Look at stories about chile peppers, and there has to be mention of their pungency. That is a very sensible thing to go for, of course. After all, it makes a great difference if something is (like) a bell pepper, without any pungency, or (like) a superhot, tasting like a naked flame.
But, there it goes: You will either find it given a number on the 10-part scale, or be told Scoville Heat Units (SHU). It all sounds so nicely science-y that it seems beyond reproach, but it is, all too often, a misconception.
The foundation of the ‘heat’ testing does lie with Wilbur Scoville and his organoleptic test, that much is true. The original procedure was a test panel of a number of people trying an extract of the chilli in different dilutions, with the ‘heat level’ determined to be the point (the dilution) at which they could not detect the pungency anymore.
In modern times, the determination is not done by people (with their varying sensitivity, personally and over time, to capsaicin), but by high-performance liquid chromatography (HPLC). This laboratory procedure gives an exact measure of capsaicin, which is given in American Spice Trade Association pungency units but typically converted to and stated as Scoville Heat Units, as these are better known.
(As a side note: It’s usually stated that capsaicin content is measured, but it’s actually a few different capsaicinoids which give chile peppers their pungency, and quite possibly their different pungencies; the HPLC testing actually measures capsaicinoids and weights them per their different contribution to overall pungency.)
Sounds good, and is a lot better than using taste testers, but there’s a host of problems.
For one, it is quite expensive to do that testing, so that it is not usually done by small growers.

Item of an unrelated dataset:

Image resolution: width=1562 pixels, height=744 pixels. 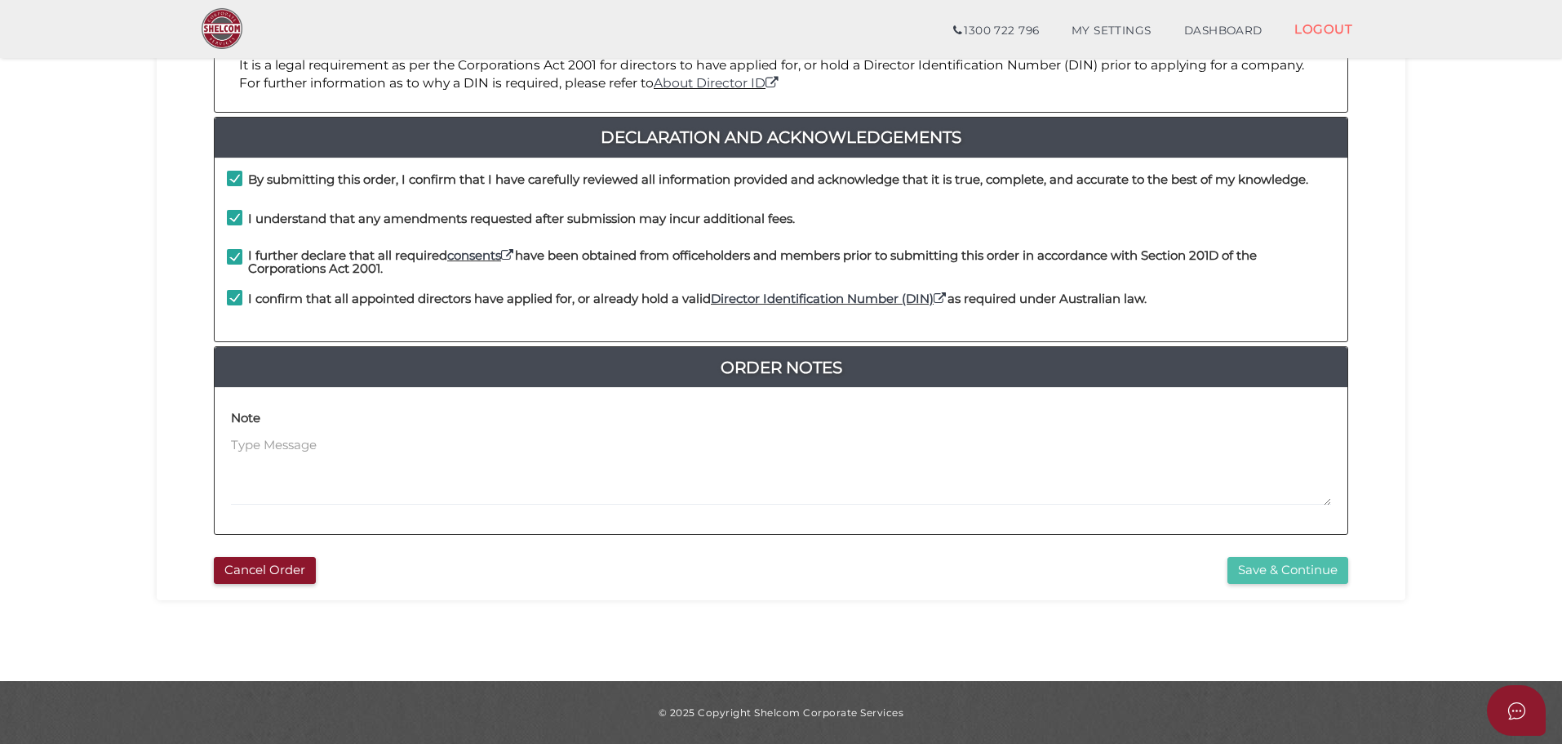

Even when capsaicin analysis is done, there are a few ways to trick it (advertently or inadvertently), and there is a simple reason it may not be all that helpful:
Of course, proper procedures need to be applied. Machines need to be calibrated, test substances properly/similarly prepared (e.g., with the same extractors and solvents). A particularly noteworthy part of this is that the HPLC analysis is performed to give capsaicin(oid) content in dry mass, meaning that a thinner-skinned and overall smaller chilli may well be more pungent to the taster than a bigger and thicker-walled one since the capsaicin is more diluted in a fresh pod of the latter.

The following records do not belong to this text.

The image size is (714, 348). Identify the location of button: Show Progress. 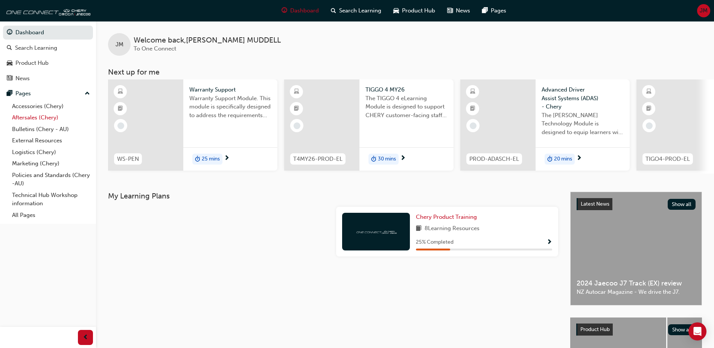
(549, 242).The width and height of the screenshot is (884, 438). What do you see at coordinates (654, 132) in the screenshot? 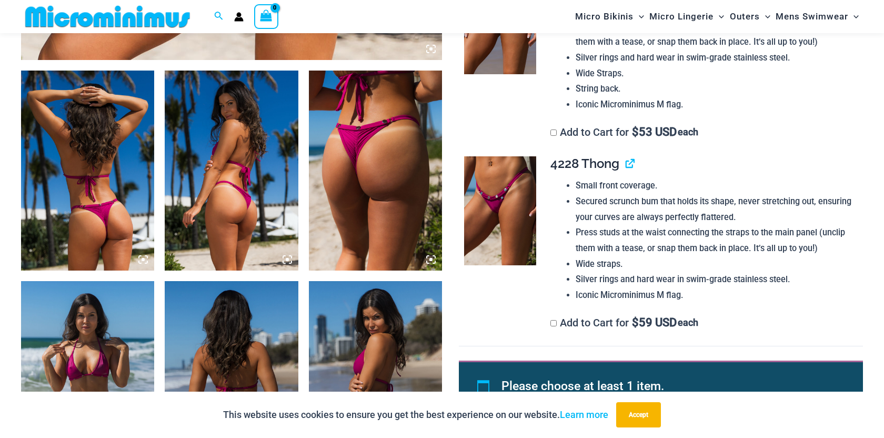
I see `span: 53 USD` at bounding box center [654, 132].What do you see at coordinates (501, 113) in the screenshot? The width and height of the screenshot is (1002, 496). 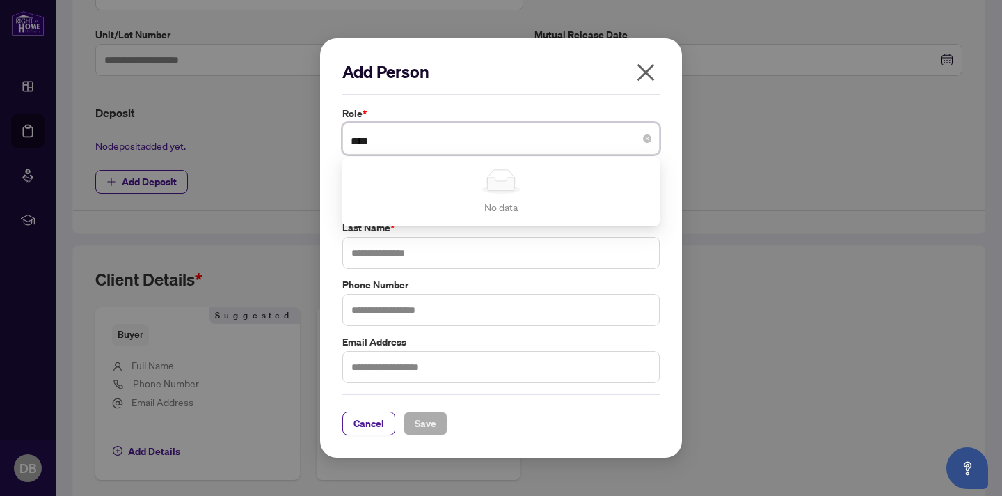 I see `label: Role` at bounding box center [501, 113].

Even before the start of the analysis, how the peppers were collected exerts an influence. There can be differences in pungency between different plants of one variety as well as between different pods from the same plant, so a good sampling should come from various plants and over the course of a season. Even so, depending on the stability of the pungency trait or its susceptibility to climate (and other) influences, pungency may still vary between seasons, as well. (Which is something quite often noticed when one buys a superhot – let alone a middling – variety, grows it in one’s own garden, and then finds it not to be all that hot.)

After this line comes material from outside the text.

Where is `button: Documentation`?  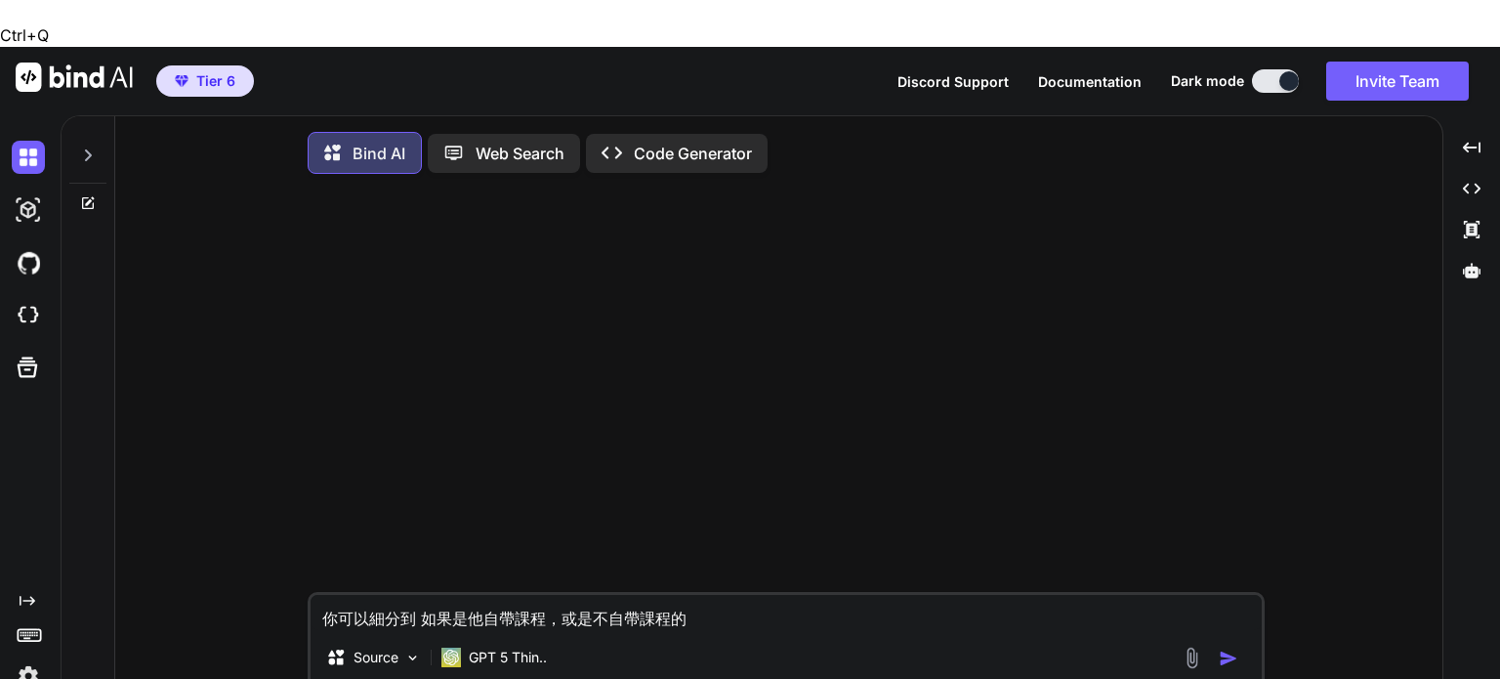
button: Documentation is located at coordinates (1090, 81).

Thus, an average as well as a range of variation should actually be given, stating how hot the variety of chilli in question typically is (or, let’s say, was in the test situation) and what diversity should be expected. (And then, the question of stability over generations and purity of varieties/strains also comes to be of importance.)
Over all, then, the SHU (Scoville Heat Units) can be quite a bit of a case of “lies, damned lies, and statistics.” They certainly will say something, but should be taken with a grain of salt, particularly when the next new “world record superhot chile pepper” comes along. (I consider them cryptobotany for a reason.)
And ultimately, what is important is not such a value, but the taste to the person who eats it and the usability for the dish they want to prepare. All too many people seem to get caught up in the race for higher pungencies, but the pleasure is not in that number, it’s in the good cooking and the good eating.
Similar effects apply to the popular 10 part scale:
What it really says when someone states with great conviction that a chile pepper is “a 7” is that they don’t quite understand the physiology of pungency. Plants will typically produce pods of somewhat varying pungency, within and between seasons, depending on conditions. And taste testers – and this scale is most commonly based on someone trying out how pungent they think the chilli is – are notoriously unreliable. Add the two together, and a chile pepper variety produces pods of “a 5 to 8”, at best. This determination of pungency is not an exact science – or rather, being exact means stating the range, in a case like this.
Superhots are a particularly bad case (and a particularly popular one for pungency testing), also, because SHUs above something like 300.000 units (i.e., from habanero onwards) are just painfully hot to most people. Even to the averagely experienced eater of chilli, anything above that doesn’t really make all that much of a difference in pungent taste and can’t really be differentiated.
On the 10-part scale, these are the peppers where chile fiends want to know which one is 10++++ instead of merely 10++, and it just serves to show the limits of both this scale, and the view – yup, misconception – that chilli eating is just about the heat.
For all these reasons, I’ve preached for years already that it makes much more sense to just simply differentiate between chilli with no pungency (i.e., bell peppers and such), some pungency, and high pungency.
Of course there are differences within those groups, but not giving a seemingly exact number just serves to make people more aware of the need for them to just try out how their chilli got and how they are reacting to it at a given time rather than be lulled into a false sense of certainty.